I think I posted it on here before but during the miners strike I helped a few of the miners out with a collection on Church Street. The one thing that struck me is that they all had some sort of respiratory illness. It did make me wonder what the alternatives were.
At the time they were looking at inward investment to allow for cross-skilling. The Nissan plant in the NE was a good example of this because many of the workers were (previously) employed in the failing shipbuilding industry on the Wear. The miners didnāt get this kind of assistance for the most part. I suspect this was partly because they were more spread out. The problem was that there were a lot of communities that lost there raison dāetre.
I think thatās where there also has to be a massive societal shift to consume less of those things, and do what we can to recycle where we canāt. Move back towards making things that last, instead of disposable items.
Problem with societal change is, it involves people and people are and will continue to be selfish creatures.
Oil is and will continue to be used to manufacture so many things that are not disposable.
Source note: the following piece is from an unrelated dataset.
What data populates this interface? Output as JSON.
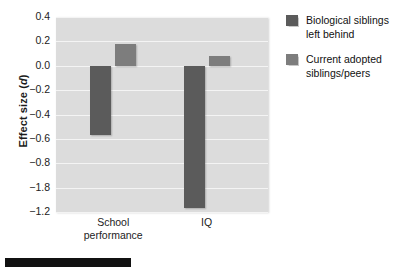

I donāt disagree with that point, except like I mentioned, unless thereās evidence that the benefits of O&G extraction can be shown to accrue to the population at large instead of the companies that extract it, then it shouldnāt be done. The evidence thus far is that whatever is extracted in the UK ultimately gets exported and not made into any other goods in the UK.
I donā;t have the figures, and genuinely canāt be arsed trying to find them, but Iād wager a lot of products are manufactured here which are oil derived.
Chances are also, that they will continue to be needed or their technological upgrades in the future.
Nonetheless, even if we just use extracted hydrocarbons as a trading comodity in the future for essential and less harmful to the environment products, once its use in energy or transport has been ābannedā, it would be ludicrous not to do so.
Be like saying, look whisky gets people drunk lets stop making it.
PM2.5
Is Rishi PM0.5?
For the record, I agree with Just Stop Oilās objectives, but I think their methodology is frequently counter productive to their aims.
Thatās a far more fair objective statement. No one in their right mind should think that this world is not heading for climate destruction. But gluing yourselves to paintings and blocking traffic are not going to get more people on your side.